The UK’s Baring Asset Management is launching a new fund targeting the Middle East and North Africa now that previously strict rules governing foreign investment and ownership in many of those markets are being relaxed.
Barings, which has €31.8bn under management and almost half of this figure invested in emerging markets, opened its MENA fund to new investors in March.
The fund, which has no set limit, will invest mostly in financials but will also target opportunities in the telecommunications, infrastructure and utilities sectors.
The launch of the fund coincides with healthy demand from investors chasing growth opportunities outside developed economies. A total of 32 MENA funds launched last year, according to Barings, compared to just six three years ago.
Among the big-name financial institutions to target these markets in 2009 were HS BC Asset Management – which last October launched a MENA equities fund that invests in companies with a market cap of more than €36.5m – and Credit Suisse, which had launched a similar fund in July.

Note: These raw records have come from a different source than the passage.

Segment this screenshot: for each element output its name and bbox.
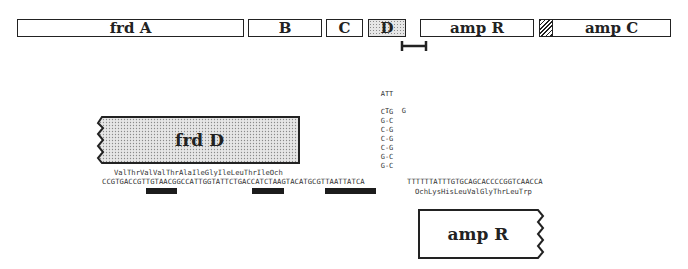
amp-r-protein-end: OchLysHisLeuValGlyThrLeuTrp <box>415 187 532 196</box>
gene-frd-d: D <box>368 19 406 37</box>
interval-bracket-icon <box>400 38 428 54</box>
gene-frd-c-label: C <box>339 21 351 36</box>
gene-amp-r: amp R <box>420 19 534 37</box>
stem-pair: C-G <box>367 135 407 143</box>
frd-d-box: frd D <box>100 117 299 163</box>
dna-sequence-left: CCGTGACCGTTGTAACGGCCATTGGTATTCTGACCATCTA… <box>102 177 365 186</box>
sequence-feature-bar-2 <box>252 188 284 194</box>
gene-frd-a-label: frd A <box>110 21 152 36</box>
amp-r-box: amp R <box>419 210 537 258</box>
stem-pair: C-G <box>367 126 407 134</box>
gene-amp-c: amp C <box>539 19 671 37</box>
gene-amp-r-label: amp R <box>450 21 504 36</box>
stem-pair: G-C <box>367 153 407 161</box>
gene-frd-a: frd A <box>17 19 244 37</box>
gene-amp-c-label: amp C <box>585 21 638 36</box>
stem-pair: G-C <box>367 117 407 125</box>
hairpin-loop-top: ATT <box>367 90 407 98</box>
frd-d-box-label: frd D <box>175 130 224 150</box>
gene-frd-d-label: D <box>380 21 393 36</box>
sequence-feature-bar-1 <box>146 188 177 194</box>
stem-pair: C-G <box>367 144 407 152</box>
gene-frd-b: B <box>248 19 322 37</box>
frd-d-protein-end: ValThrValValThrAlaIleGlyIleLeuThrIleOch <box>114 168 283 177</box>
gene-frd-c: C <box>326 19 363 37</box>
hatched-start-marker <box>540 20 553 36</box>
dna-sequence-right: TTTTTTATTTGTGCAGCACCCCGGTCAACCA <box>407 177 543 186</box>
amp-r-box-label: amp R <box>448 224 509 244</box>
gene-frd-b-label: B <box>279 21 292 36</box>
sequence-feature-bar-3 <box>325 188 376 194</box>
stem-pair: G-C <box>367 162 407 170</box>
stem-pair: C-G <box>367 108 407 116</box>
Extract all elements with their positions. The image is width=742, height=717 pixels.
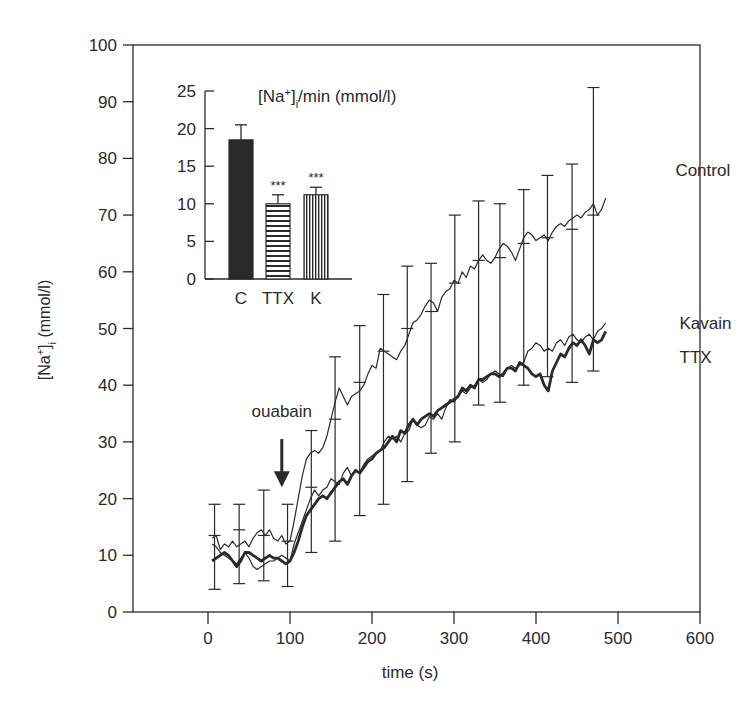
y-tick-label: 100 <box>89 36 117 55</box>
inset-y-tick-label: 0 <box>187 270 196 289</box>
series-labels: ControlKavainTTX <box>675 161 731 367</box>
x-axis: 0100200300400500600 <box>203 612 714 648</box>
x-tick-label: 500 <box>604 629 632 648</box>
y-tick-label: 50 <box>98 320 117 339</box>
y-tick-label: 90 <box>98 93 117 112</box>
x-tick-label: 100 <box>276 629 304 648</box>
y-tick-label: 0 <box>108 603 117 622</box>
series-label-control: Control <box>675 161 730 180</box>
y-axis: 0102030405060708090100 <box>89 36 133 622</box>
inset-bar-k <box>304 195 328 279</box>
y-axis-label: [Na+]i (mmol/l) <box>34 280 58 380</box>
inset-category-label: TTX <box>262 289 294 308</box>
inset-category-label: C <box>235 289 247 308</box>
significance-marker: *** <box>270 178 285 193</box>
inset-category-label: K <box>310 289 322 308</box>
y-tick-label: 60 <box>98 263 117 282</box>
x-tick-label: 0 <box>203 629 212 648</box>
series-line-ttx <box>212 331 606 566</box>
significance-marker: *** <box>308 170 323 185</box>
inset-bars: C***TTX***K <box>229 125 328 308</box>
y-tick-label: 20 <box>98 490 117 509</box>
x-tick-label: 400 <box>522 629 550 648</box>
ouabain-label: ouabain <box>252 402 313 421</box>
y-tick-label: 80 <box>98 149 117 168</box>
plot-frame <box>133 45 700 612</box>
down-arrow-icon <box>274 439 290 487</box>
series-label-ttx: TTX <box>680 348 712 367</box>
inset-y-tick-label: 10 <box>177 195 196 214</box>
x-tick-label: 600 <box>686 629 714 648</box>
inset-y-tick-label: 15 <box>177 157 196 176</box>
y-tick-label: 70 <box>98 206 117 225</box>
inset-title: [Na+]i/min (mmol/l) <box>258 86 396 110</box>
inset-y-tick-label: 25 <box>177 82 196 101</box>
x-tick-label: 300 <box>440 629 468 648</box>
y-tick-label: 30 <box>98 433 117 452</box>
main-plot: 0102030405060708090100 01002003004005006… <box>34 36 731 682</box>
inset-y-tick-label: 5 <box>187 232 196 251</box>
y-tick-label: 10 <box>98 546 117 565</box>
x-axis-label: time (s) <box>382 663 439 682</box>
series-label-kavain: Kavain <box>680 314 732 333</box>
error-bars <box>209 88 600 590</box>
y-tick-label: 40 <box>98 376 117 395</box>
inset-bar-ttx <box>266 204 290 279</box>
x-tick-label: 200 <box>358 629 386 648</box>
inset-bar-c <box>229 140 253 279</box>
figure: 0102030405060708090100 01002003004005006… <box>0 0 742 717</box>
inset-y-tick-label: 20 <box>177 120 196 139</box>
inset-bar-chart: [Na+]i/min (mmol/l) 0510152025 C***TTX**… <box>177 82 396 308</box>
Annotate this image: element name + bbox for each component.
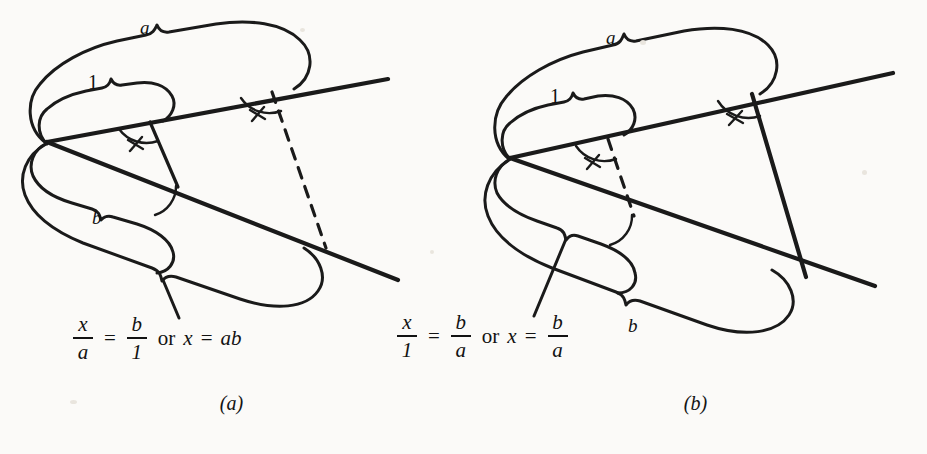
fraction-result-numerator-b: b [548, 310, 567, 334]
result-value-a: ab [221, 326, 242, 351]
figure-a-drawing [0, 0, 463, 300]
figure-b: a 1 b x 1 = b a or x = b a ( [464, 0, 927, 454]
fraction-right-denominator-a: 1 [128, 340, 147, 364]
label-inner-top-b: 1 [550, 86, 560, 106]
transversal-1-a [150, 122, 178, 187]
fraction-left-a: x a [73, 312, 93, 364]
fraction-left-numerator-a: x [74, 312, 91, 336]
caption-a: (a) [0, 392, 463, 415]
result-equals-sign-b: = [525, 324, 537, 349]
result-variable-a: x [183, 326, 192, 351]
result-equals-sign-a: = [201, 326, 213, 351]
caption-b: (b) [464, 392, 927, 415]
transversal-2-dashed-a [272, 92, 326, 248]
angle-arc-lower-b [610, 215, 632, 245]
label-lower-b: b [628, 316, 638, 335]
figure-a: a 1 b x a = b 1 or x = ab (a) [0, 0, 463, 454]
lower-ray-b [510, 158, 875, 286]
transversal-1-dashed-b [608, 139, 634, 216]
fraction-left-denominator-b: 1 [398, 338, 417, 362]
connector-word-b: or [482, 324, 500, 349]
connector-word-a: or [158, 326, 176, 351]
equals-sign-b: = [428, 324, 440, 349]
fraction-right-numerator-a: b [128, 312, 147, 336]
label-outer-top-b: a [606, 28, 616, 47]
fraction-right-bar-a [127, 337, 147, 339]
fraction-right-b: b a [451, 310, 471, 362]
result-variable-b: x [507, 324, 516, 349]
fraction-right-a: b 1 [127, 312, 147, 364]
brace-outer-top-b [495, 28, 777, 159]
brace-outer-bottom-b [485, 160, 793, 332]
label-lower-a: b [92, 208, 102, 227]
fraction-result-denominator-b: a [548, 338, 567, 362]
fraction-left-bar-a [73, 337, 93, 339]
equation-b: x 1 = b a or x = b a [392, 310, 573, 362]
fraction-left-numerator-b: x [398, 310, 415, 334]
figure-b-drawing [464, 0, 927, 300]
equation-a: x a = b 1 or x = ab [68, 312, 244, 364]
label-outer-top-a: a [140, 18, 150, 37]
transversal-2-b [752, 94, 806, 277]
fraction-result-b: b a [548, 310, 568, 362]
diagram-page: a 1 b x a = b 1 or x = ab (a) [0, 0, 927, 454]
fraction-right-numerator-b: b [452, 310, 471, 334]
fraction-left-bar-b [397, 335, 417, 337]
label-inner-top-a: 1 [88, 72, 98, 92]
fraction-right-denominator-b: a [452, 338, 471, 362]
equals-sign-a: = [104, 326, 116, 351]
brace-inner-top-b [502, 93, 635, 159]
fraction-left-denominator-a: a [74, 340, 93, 364]
upper-ray-b [510, 73, 893, 158]
fraction-left-b: x 1 [397, 310, 417, 362]
fraction-right-bar-b [451, 335, 471, 337]
brace-pointer-x-b [534, 239, 566, 316]
brace-outer-bottom-a [23, 144, 323, 306]
fraction-result-bar-b [548, 335, 568, 337]
brace-outer-top-a [30, 22, 310, 143]
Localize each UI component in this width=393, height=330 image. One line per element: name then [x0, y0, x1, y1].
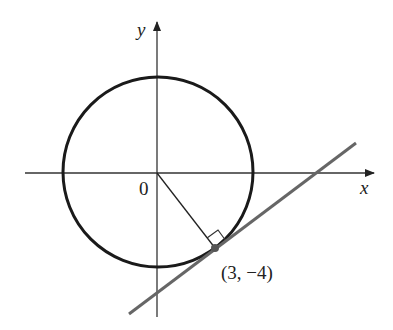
tangent-point-label: (3, −4) [221, 262, 273, 284]
y-axis-label: y [135, 19, 146, 40]
figure-canvas: y x 0 (3, −4) [0, 0, 393, 330]
circle-tangent-diagram: y x 0 (3, −4) [0, 0, 393, 330]
radius-segment [157, 173, 215, 248]
tangent-point-dot [211, 244, 219, 252]
tangent-line [129, 143, 356, 314]
origin-label: 0 [139, 178, 149, 199]
x-axis-label: x [359, 177, 369, 198]
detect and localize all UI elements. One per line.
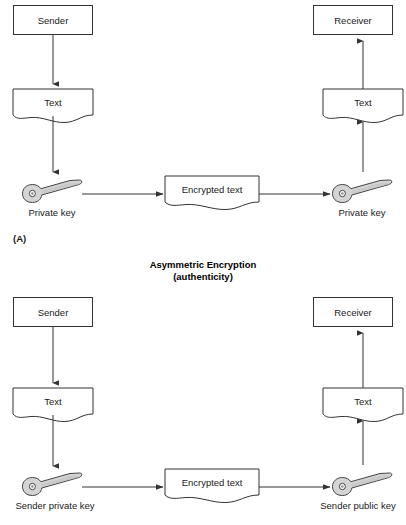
panel-a-receiver-text-label: Text	[354, 97, 372, 108]
panel-b-sender-text-label: Text	[44, 396, 62, 407]
panel-b-receiver-text-doc: Text	[323, 388, 403, 422]
panel-b-sender-label: Sender	[38, 307, 69, 318]
panel-b-sender-key-label: Sender private key	[15, 500, 94, 511]
encryption-diagram: Sender Text Private key Encrypted text P…	[0, 0, 406, 525]
panel-a-receiver-key-label: Private key	[339, 207, 386, 218]
panel-a-tag: (A)	[13, 233, 26, 244]
figure-title-line-1: Asymmetric Encryption	[150, 259, 257, 270]
panel-b-receiver-key-icon	[333, 473, 392, 496]
panel-b-receiver-box: Receiver	[314, 298, 393, 327]
panel-a-receiver-key-icon	[333, 180, 392, 203]
panel-b-encrypted-label: Encrypted text	[182, 477, 243, 488]
panel-a-receiver-label: Receiver	[334, 15, 372, 26]
panel-b-sender-key-icon	[23, 473, 82, 496]
panel-a-receiver-text-doc: Text	[323, 89, 403, 123]
panel-a-sender-text-label: Text	[44, 97, 62, 108]
panel-a-encrypted-label: Encrypted text	[182, 184, 243, 195]
panel-b-receiver-label: Receiver	[334, 307, 372, 318]
panel-a-encrypted-doc: Encrypted text	[165, 176, 259, 210]
panel-b-encrypted-doc: Encrypted text	[165, 469, 259, 503]
panel-b-sender-box: Sender	[14, 298, 93, 327]
panel-b-receiver-key-label: Sender public key	[320, 500, 396, 511]
panel-a-sender-key-label: Private key	[29, 207, 76, 218]
panel-a-receiver-box: Receiver	[314, 6, 393, 35]
figure-title-line-2: (authenticity)	[173, 271, 233, 282]
panel-a-sender-box: Sender	[14, 6, 93, 35]
panel-b-receiver-text-label: Text	[354, 396, 372, 407]
panel-a-sender-label: Sender	[38, 15, 69, 26]
panel-a-sender-key-icon	[23, 180, 82, 203]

Saudi Arabia is planning to reduce the need for outside investors to team up with local partners before investing in companies in the country. This will further enhance the kingdom’s business reputation. Last year the World Bank ranked Saudi Arabia at 13 in its list of the easiest countries to do business in; in 2005 it was 65th.
Elsewhere in the region, the UAE ’s Ministry of Economy is proposing to change the rules so that foreign investors can own up to 100
per cent of domestic companies’ shares. At present, that applies only to companies located in one of the country’s free zones.
Fund manager Ghadir Abu Leil-Cooper, who is the lead manager on the new Barings fund, said that because of the young populations
in emerging markets investment was “not speculative but imperative” for job creation and generating economic growth.